How Reliable is Reliable in Connected Health?
Monday, January 21, 2008
| Doug McClure
About the author - Doug McClure is the Corporate Manager for Technology and Operations at the Center for Connected Health.
Connected health is still in its infancy, but one thing is clear - it has moved beyond the realm of "just research". Programs are scaling to levels of patients served far beyond what was done during research phases. This is leading organizations, including our own Center, to struggle with how scalable is scalable and how reliable is reliable when it comes to these services.
When we do research projects (and fully 1/3 of the activities of our Center can truly be considered research and development) we tend to throw inordinate amounts of resources at projects and be relatively forgiving of the technology and processes involved. We need to do this in order to push the envelope of what is currently available while also setting up experiments that will allow us to measure which activities have the opportunity to have clinical and economic impact. Let me provide a few examples. When we rolled out Heart Failure Monitoring as a research project nearly 5 years ago, we staffed it in such as way that was economically unsupportable over time but did allow us to guarantee success of the service. We were careful to measure our costs and our impact, but in order to effect change we needed to put more resources (eg technology support) in than would be sustainable over time. Another example of how we look at research differently is our orb project in which we took the SIMPill medication adherence device and connected it to Ambient’s executive desktop device/toy to see if using novel feedback mechanisms would effect adherence rates. In this case we had to reset our expectations about how reliable the technology would be. Try as we might, we never truly got beyond 85% reliability for the message getting from the pill bottle to the orb (this is not really a fault of either technology, it was more a challenge of integrating devices that were never meant to work together and using them in ways they were not necessarily designed to work). When it worked it was a very cool physical world mash-up, when it didn't it was frustrating to everyone – our technologists, researchers and most importantly our patients.
Which brings us back to our current efforts at scaling programs. Our current Diabetes program is designed for much higher technology reliability than the orb project. Our expanding Heart Failure programs have moved squarely into the realms of scaling and very careful cost control to make sure the program can sustain itself. With Heart Failure, if the readings don’t flow, the patients are so fragile that we reach out to them and make sure we get those readings. With Diabetes, if a glucose reading doesn't get "loaded" into the system where a clinician and patient can see and act on it, there is probably not a critical failure of care.
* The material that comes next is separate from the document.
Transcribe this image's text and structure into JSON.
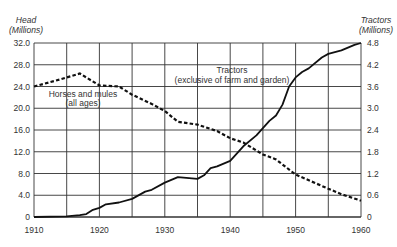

In either case, the greater worry is there can certainly be a critical failure of patient and clinician belief in the system.
I love my blackberry because it works. I have steadfastly refused to come off that platform for years, losing out on cooler functionality elsewhere because the reliability of the platform is the most important feature to me (I think I am on my 5th device). As we scale our programs, technologies and services, one of the constant questions for our team is how we can create similar levels of patient and provider belief in our offerings.
While 95%+ reliability of the system is achievable for us with our current tools, is it enough when it comes to health? Given the number of moving parts and integration points we need to create (see our work in and support of the Continua Health Alliance), if we cannot get easily and cost-effectively beyond the 95% mark, what else can we do? We have begun to design service processes that provide a safety net for folks to fall into and be serviced by when they have questions and challenges. We are asking ourselves what the top-tier service organizations outside of Health do to help us all feel welcome and supported in using their services. But how expensive will that end up being?
Will the combination of better systems and support be reliable enough for people to believe in the system? My blackberry from the year 2000 was a far sight less reliable than my device and service now. Will people be ready to grow with us as the scale and reliability grow? How many "bumps" can we have? How reliable is reliable in Connected Health?